I was brought up by a father who made Richard Dawkins look open-minded on the matter of there perhaps being a supreme being. I recall him reducing my sister to tears in an attempt to dislodge her modestly held notion that a reclusive god might dwell somewhere in the universe. She was eight years old at the time. If any members of their social circle were discovered to harbour clandestine religious sentiments, my parents would start to regard them with the sort of pity more commonly reserved for those diagnosed with a degenerative disease, and could from then on never be persuaded to take them seriously again.
Christmas was a particular test bed of loyalties. At its approach, my parents would go into overdrive, stressing the absurdity of all its rituals, art, songs and traditions. My parents weren’t so cruel as to deny their children presents – but to make the point, they insisted on giving them to us in the middle of August. This wasn’t a problem. It was rather special, even elect. I went through childhood feeling rather sorry for people vulgar enough to have Christmas trees and advent calendars: hadn’t they understood?

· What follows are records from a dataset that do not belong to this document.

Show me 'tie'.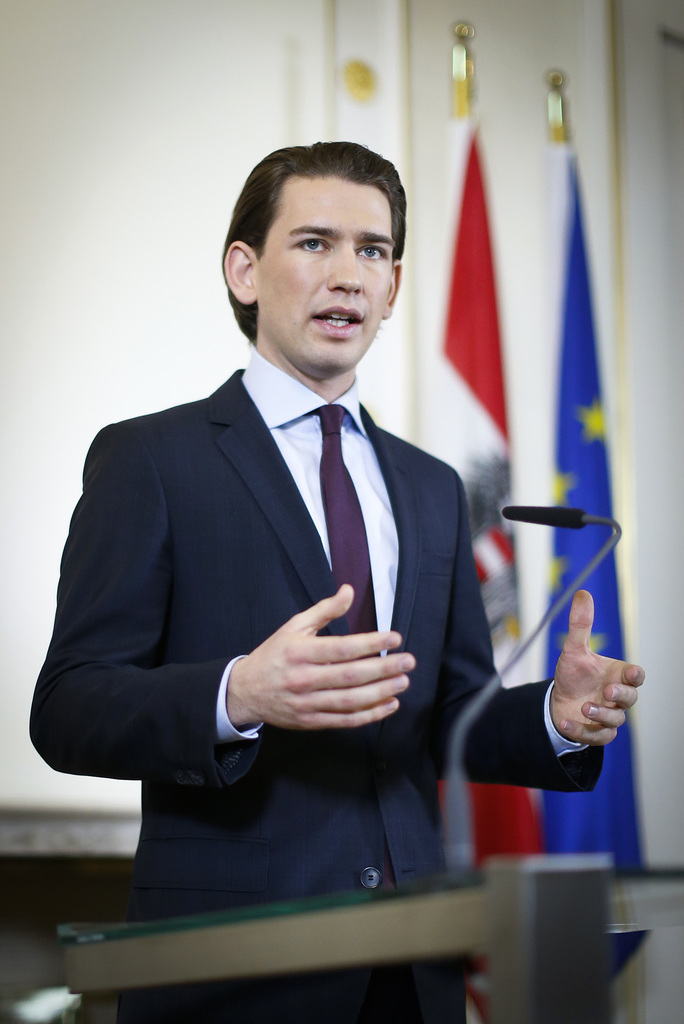
'tie' is here: [left=313, top=402, right=380, bottom=655].
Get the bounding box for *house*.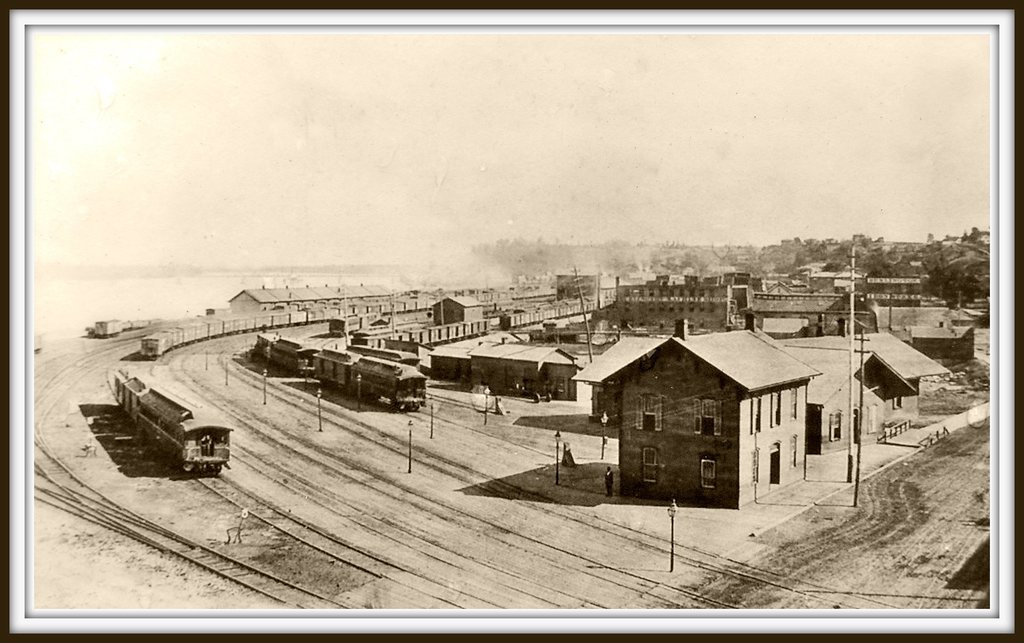
box=[472, 346, 574, 405].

In my mid-20s, I underwent a crisis of faithlessness. My feelings of doubt had their origins in listening to Bach’s cantatas; they were further developed in the presence of certain Bellini Madonnas, and they became overwhelming with an introduction to Zen architecture.
I never wavered in my certainty that God did not exist. I was simply liberated by the thought that there might be a way to engage with religion without having to subscribe to its supernatural content. I recognised that my continuing resistance to theories of an afterlife or of heavenly residents was no justification for giving up on Christianity or indeed on the music, buildings, prayers, rituals, feasts, shrines, pilgrimages, communal meals and illuminated manuscripts of all the faiths.

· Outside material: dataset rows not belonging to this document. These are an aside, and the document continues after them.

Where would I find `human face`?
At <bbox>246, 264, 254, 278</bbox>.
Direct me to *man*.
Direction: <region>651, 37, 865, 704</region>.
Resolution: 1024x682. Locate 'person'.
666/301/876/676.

I simply can’t imagine joining a faith that is very foreign to me in terms of my background. I would feel it to be a betrayal of my family. By accepting The Father, I’d be going against my father.

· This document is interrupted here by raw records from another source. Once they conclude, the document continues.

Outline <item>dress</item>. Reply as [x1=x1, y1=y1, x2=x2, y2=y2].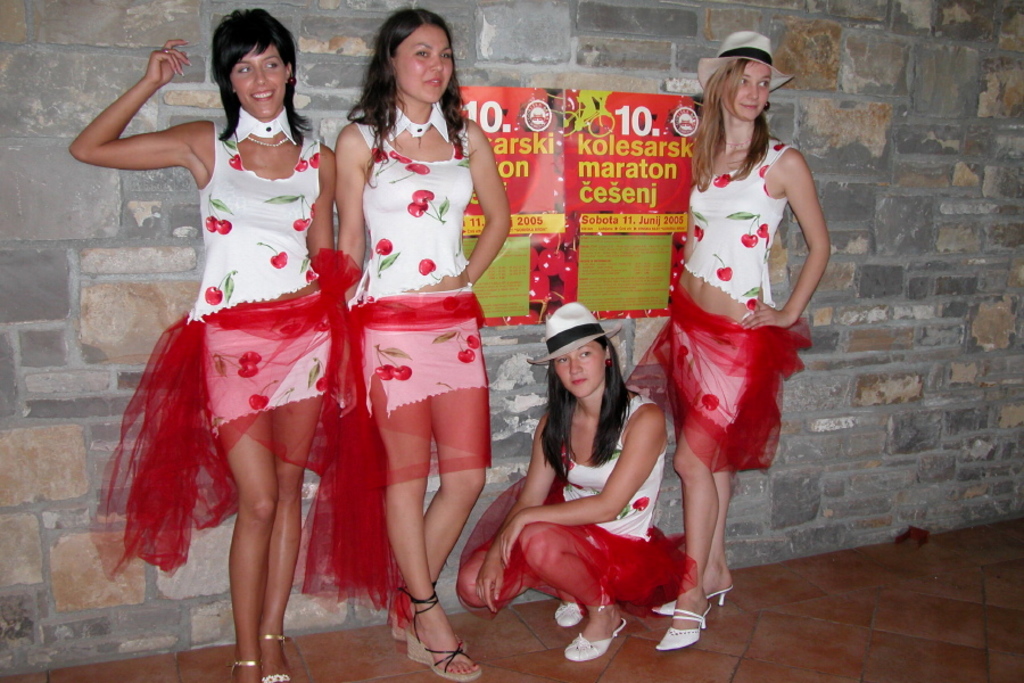
[x1=173, y1=106, x2=339, y2=485].
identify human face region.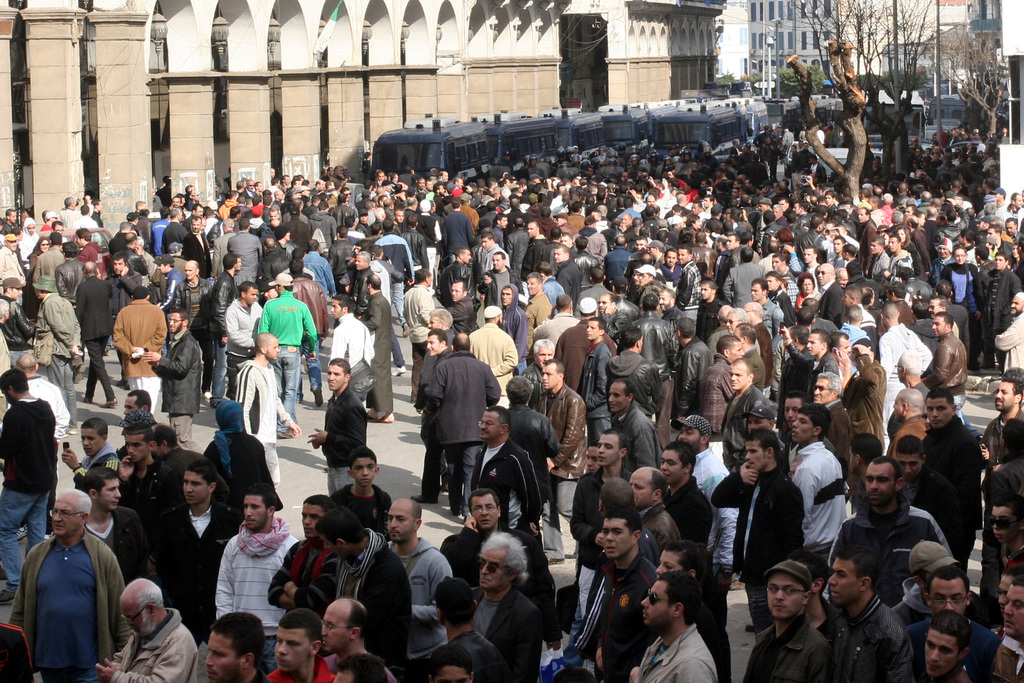
Region: box(1010, 295, 1023, 318).
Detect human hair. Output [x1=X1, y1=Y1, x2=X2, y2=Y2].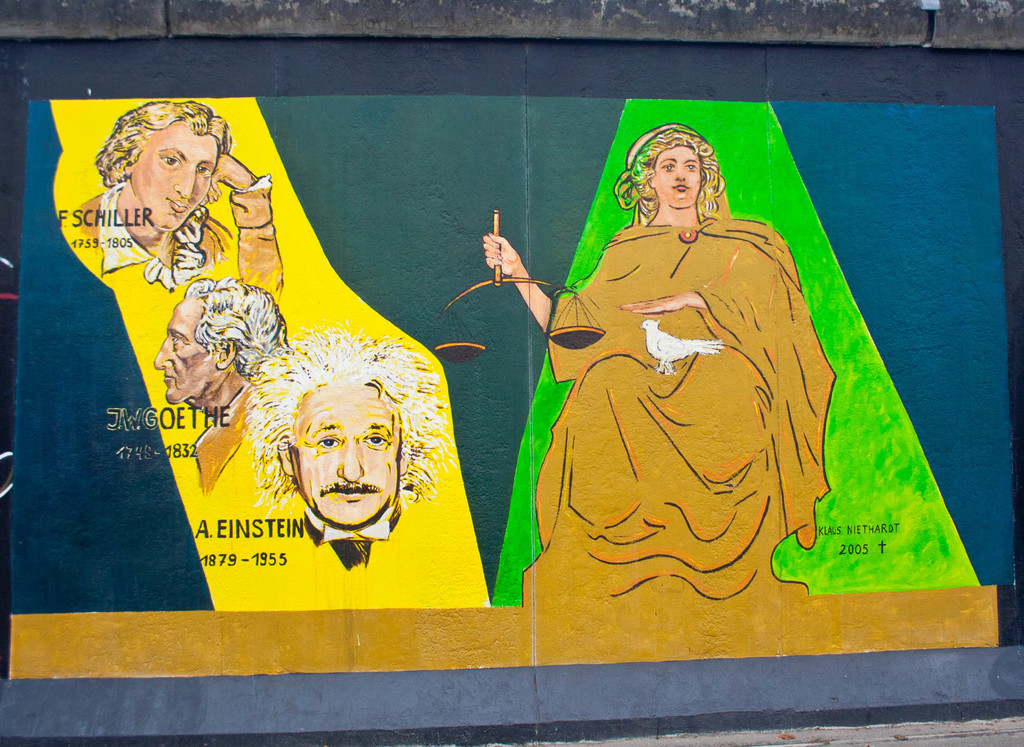
[x1=181, y1=274, x2=292, y2=379].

The closest I have come to an evangelical Christian is my good friend Luke Bretherton, a wonderful theologian and author of Hospitality As Holiness. He has been a terrific advert for Christianity, not only because of his intellectual energy but also because of his generosity and good humour. He was the first person ever to invite me for a proper Christmas service and lunch at his home afterwards, an experience for which I’ll be forever grateful.
I recently attended Mass at Westminster Cathedral and loved it. I was paying particular attention to the issue of status. Here no one asks what anyone else ‘does’. It no longer matters who is the bond dealer and who the cleaner. It is the inner values of love and charity rather than the outer attributes of power and money that are venerated. Among Christianity’s greatest achievements has been its capacity, without the use of any coercion beyond the gentlest of theological arguments, to persuade monarchs and magnates to kneel down and abase themselves before the statue of a carpenter, and to wash the feet of peasants, street sweepers and dispatch drivers.
I have never prayed, and I don’t believe in anything supernatural, yet I believe that once faith goes from a society, there are particular dangers that open up. We don’t need to fall into these dangers, but they are there and we should be aware of them.
For a start, there is the danger of individualism: of placing the human being at the centre stage of everything. Secondly, there is the danger of technological perfectionism: of believing that science and technology can overcome all human problems, that it is just a matter of time before scientists have cured us of the human condition. Thirdly, without God, it is easier to lose perspective: to see our own times as everything, to forget the brevity of the present moment and to cease to appreciate (in a good way) the miniscule nature of our own achievements. And lastly, without God, there can be a danger that the need for empathy and ethical behaviour can be overlooked.
Alain de Botton was born in Zurich, Switzerland in 1969 and now lives in London. He is a writer of essayistic books that have been described as a ‘philosophy of everyday life’, and have been best-sellers in 30 countries. Alain also started and helps to run a school in London called The School of Life. His latest book, Religion for Atheists, is out now. He was talking to Sarah Lothian.